Monday, April 21, 2014

An Answer: A Simple Email Can Mean the Whole World

When I least expected it, the following email arrived just two weeks before my 31st birthday.  It had been so long since I had sent my request that I had very nearly forgotten I had sent an inquiry for non-identifying information. Its sudden appearance - ONE YEAR LATER - left me shocked and breathless:  
Dear Wild Orchid.
I'm very sorry for my delayed response.
Ever since I've got your e-mail, I found your adoption file and reviewed it.

According to your adoption record, your birth mother was an unmarried single when she relinquished you through Holt.

Your birth mother was a fruit costermonger in Ulsan city when she met your birth father who was a sales man. She and your birth father lived together for several months until you were born. However your birth father drunk often and was (sic) a violent temper so they argued each other a lot.

One day, just a few days after you were born, they argued as well and he left home. Your birth mother had been waiting for him but hadn't come back and more over she couldn't find any one who could help her; she was an unmarried single and it's a real taboo for the Korean society at that times.

She worried a lot and finally moved to Busan and worked as a housemaid. She stayed there with you but she thought your adoption might be the best way for your better future, so she relinqushied you through Holt. I found that you were not an abandonee but was asked by your birth mother to be adopted.

It was written that your birth date was Oct. 21. 1977. 6:30am. Your birth mother's name was Suh, 19 years old, and your birth father's name was Park, 27 years old, so your name was from your birth fathers.

Your birth mother hasn't contacted Holt after she relinquished you through Holt. Therefore, we don't have her current information; actually there's no identifying information about her on your adoption record. However you can send us your letter and some photos then I will keep them in your adoption file until your birth family visits Holt to ask about you.

Please understand my delayed response and if anything you want to know more about your adoption, please contact me at any time.

I will look forward to your letter and photos.

warm regards,
Holt Korea social worker
It was only a few paragraphs long, but for an adoptee like myself, who had never possessed any information regarding my origins beyond the empty paperwork my adoptive parents had been given by Holt, it was as if someone had handed a tremendous piece of my life back.

From beyond the void, my birth parents began to take shape from the mysterious non-entities I had known all my life.  They were no longer ghosts from an inaccessible dimension.  They become instantly Real.  Human.  Flawed.  Visceral. 


Reading about my birth mother's life, the years of childish anger and resentment melted away to the core of my heart where compassion for my biological parents was found.  And finally, from my stunned reverie and silence, came a flood of tears.  


They were tears of gratitude: Gratitude for a partial filling of the emptiness I had grown to live with in my heart; an emptiness that had become a part of me.  At that moment, I was instantly flooded with a sense of fullness and recognition of being human and most importantly, of having been loved from the very beginning.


* [TASK INSTRUCTIONS]
A faithful copy of all the data is the goal; omit the pictures.

(Saved data entries)
+ + + + +
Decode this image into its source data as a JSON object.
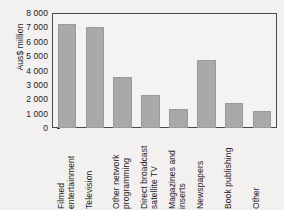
{
  "chart_data": {
    "type": "bar",
    "title": "",
    "subtitle": "",
    "xlabel": "",
    "ylabel": "Aus$ million",
    "ylim": [
      0,
      8000
    ],
    "ytick_step": 1000,
    "yticks": [
      "8 000",
      "7 000",
      "6 000",
      "5 000",
      "4 000",
      "3 000",
      "2 000",
      "1 000",
      "0"
    ],
    "ytick_values": [
      8000,
      7000,
      6000,
      5000,
      4000,
      3000,
      2000,
      1000,
      0
    ],
    "grid": false,
    "legend": null,
    "legend_position": "none",
    "categories": [
      "Filmed entertainment",
      "Television",
      "Other network programming",
      "Direct broadcast satellite TV",
      "Magazines and inserts",
      "Newspapers",
      "Book publishing",
      "Other"
    ],
    "values": [
      7250,
      7000,
      3550,
      2330,
      1330,
      4750,
      1750,
      1180
    ],
    "bar_color": "#a9a9a9",
    "plot_background": "#f4f3f1",
    "figure_background": "#f2f1ef",
    "axis_color": "#4a4a4a",
    "text_color": "#1c1c1c"
  }
}
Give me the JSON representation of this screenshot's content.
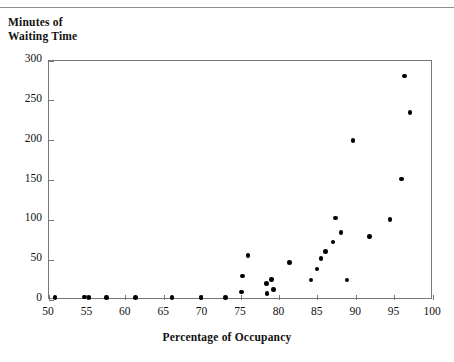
{
  "figure": {
    "top_fragment_text": "· · ·",
    "y_caption_line1": "Minutes of",
    "y_caption_line2": "Waiting Time",
    "x_axis_title": "Percentage of Occupancy",
    "point_color": "#000000",
    "frame_color": "#777777",
    "rule_color": "#8d8d8d",
    "background_color": "#ffffff"
  },
  "chart_data": {
    "type": "scatter",
    "title": "",
    "xlabel": "Percentage of Occupancy",
    "ylabel": "Minutes of Waiting Time",
    "xlim": [
      50,
      100
    ],
    "ylim": [
      0,
      300
    ],
    "xticks": [
      50,
      55,
      60,
      65,
      70,
      75,
      80,
      85,
      90,
      95,
      100
    ],
    "yticks": [
      0,
      50,
      100,
      150,
      200,
      250,
      300
    ],
    "xtick_labels": [
      "50",
      "55",
      "60",
      "65",
      "70",
      "75",
      "80",
      "85",
      "90",
      "95",
      "100"
    ],
    "ytick_labels": [
      "0",
      "50",
      "100",
      "150",
      "200",
      "250",
      "300"
    ],
    "grid": false,
    "legend": false,
    "marker": "filled-circle",
    "series": [
      {
        "name": "Waiting time vs occupancy",
        "points": [
          [
            50.8,
            3
          ],
          [
            54.6,
            4
          ],
          [
            55.2,
            3
          ],
          [
            57.5,
            3
          ],
          [
            61.3,
            3
          ],
          [
            66.0,
            3
          ],
          [
            69.8,
            3
          ],
          [
            73.0,
            3
          ],
          [
            75.1,
            10
          ],
          [
            75.2,
            30
          ],
          [
            75.9,
            56
          ],
          [
            78.3,
            21
          ],
          [
            78.4,
            8
          ],
          [
            79.0,
            26
          ],
          [
            79.2,
            13
          ],
          [
            81.3,
            47
          ],
          [
            84.1,
            25
          ],
          [
            84.9,
            39
          ],
          [
            85.4,
            52
          ],
          [
            86.0,
            61
          ],
          [
            87.0,
            73
          ],
          [
            87.3,
            103
          ],
          [
            88.0,
            85
          ],
          [
            88.8,
            25
          ],
          [
            89.6,
            200
          ],
          [
            91.7,
            80
          ],
          [
            94.4,
            101
          ],
          [
            95.9,
            152
          ],
          [
            96.3,
            281
          ],
          [
            97.0,
            235
          ]
        ]
      }
    ]
  }
}
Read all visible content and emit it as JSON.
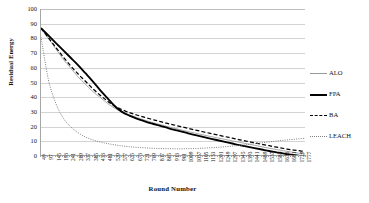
+ + + + +
* [ANSWER AREA]
Decode this image into its source data as a JSON object.
{
  "chart_data": {
    "type": "bar",
    "title": "",
    "subtitle": "",
    "xlabel": "",
    "ylabel": "Aus$ million",
    "ylim": [
      0,
      8000
    ],
    "ytick_step": 1000,
    "yticks": [
      "8 000",
      "7 000",
      "6 000",
      "5 000",
      "4 000",
      "3 000",
      "2 000",
      "1 000",
      "0"
    ],
    "ytick_values": [
      8000,
      7000,
      6000,
      5000,
      4000,
      3000,
      2000,
      1000,
      0
    ],
    "grid": false,
    "legend": null,
    "legend_position": "none",
    "categories": [
      "Filmed entertainment",
      "Television",
      "Other network programming",
      "Direct broadcast satellite TV",
      "Magazines and inserts",
      "Newspapers",
      "Book publishing",
      "Other"
    ],
    "values": [
      7250,
      7000,
      3550,
      2330,
      1330,
      4750,
      1750,
      1180
    ],
    "bar_color": "#a9a9a9",
    "plot_background": "#f4f3f1",
    "figure_background": "#f2f1ef",
    "axis_color": "#4a4a4a",
    "text_color": "#1c1c1c"
  }
}
Give me the JSON representation of this screenshot's content.
{
  "figure": {
    "top_fragment_text": "· · ·",
    "y_caption_line1": "Minutes of",
    "y_caption_line2": "Waiting Time",
    "x_axis_title": "Percentage of Occupancy",
    "point_color": "#000000",
    "frame_color": "#777777",
    "rule_color": "#8d8d8d",
    "background_color": "#ffffff"
  },
  "chart_data": {
    "type": "scatter",
    "title": "",
    "xlabel": "Percentage of Occupancy",
    "ylabel": "Minutes of Waiting Time",
    "xlim": [
      50,
      100
    ],
    "ylim": [
      0,
      300
    ],
    "xticks": [
      50,
      55,
      60,
      65,
      70,
      75,
      80,
      85,
      90,
      95,
      100
    ],
    "yticks": [
      0,
      50,
      100,
      150,
      200,
      250,
      300
    ],
    "xtick_labels": [
      "50",
      "55",
      "60",
      "65",
      "70",
      "75",
      "80",
      "85",
      "90",
      "95",
      "100"
    ],
    "ytick_labels": [
      "0",
      "50",
      "100",
      "150",
      "200",
      "250",
      "300"
    ],
    "grid": false,
    "legend": false,
    "marker": "filled-circle",
    "series": [
      {
        "name": "Waiting time vs occupancy",
        "points": [
          [
            50.8,
            3
          ],
          [
            54.6,
            4
          ],
          [
            55.2,
            3
          ],
          [
            57.5,
            3
          ],
          [
            61.3,
            3
          ],
          [
            66.0,
            3
          ],
          [
            69.8,
            3
          ],
          [
            73.0,
            3
          ],
          [
            75.1,
            10
          ],
          [
            75.2,
            30
          ],
          [
            75.9,
            56
          ],
          [
            78.3,
            21
          ],
          [
            78.4,
            8
          ],
          [
            79.0,
            26
          ],
          [
            79.2,
            13
          ],
          [
            81.3,
            47
          ],
          [
            84.1,
            25
          ],
          [
            84.9,
            39
          ],
          [
            85.4,
            52
          ],
          [
            86.0,
            61
          ],
          [
            87.0,
            73
          ],
          [
            87.3,
            103
          ],
          [
            88.0,
            85
          ],
          [
            88.8,
            25
          ],
          [
            89.6,
            200
          ],
          [
            91.7,
            80
          ],
          [
            94.4,
            101
          ],
          [
            95.9,
            152
          ],
          [
            96.3,
            281
          ],
          [
            97.0,
            235
          ]
        ]
      }
    ]
  }
}
Read all visible content and emit it as JSON.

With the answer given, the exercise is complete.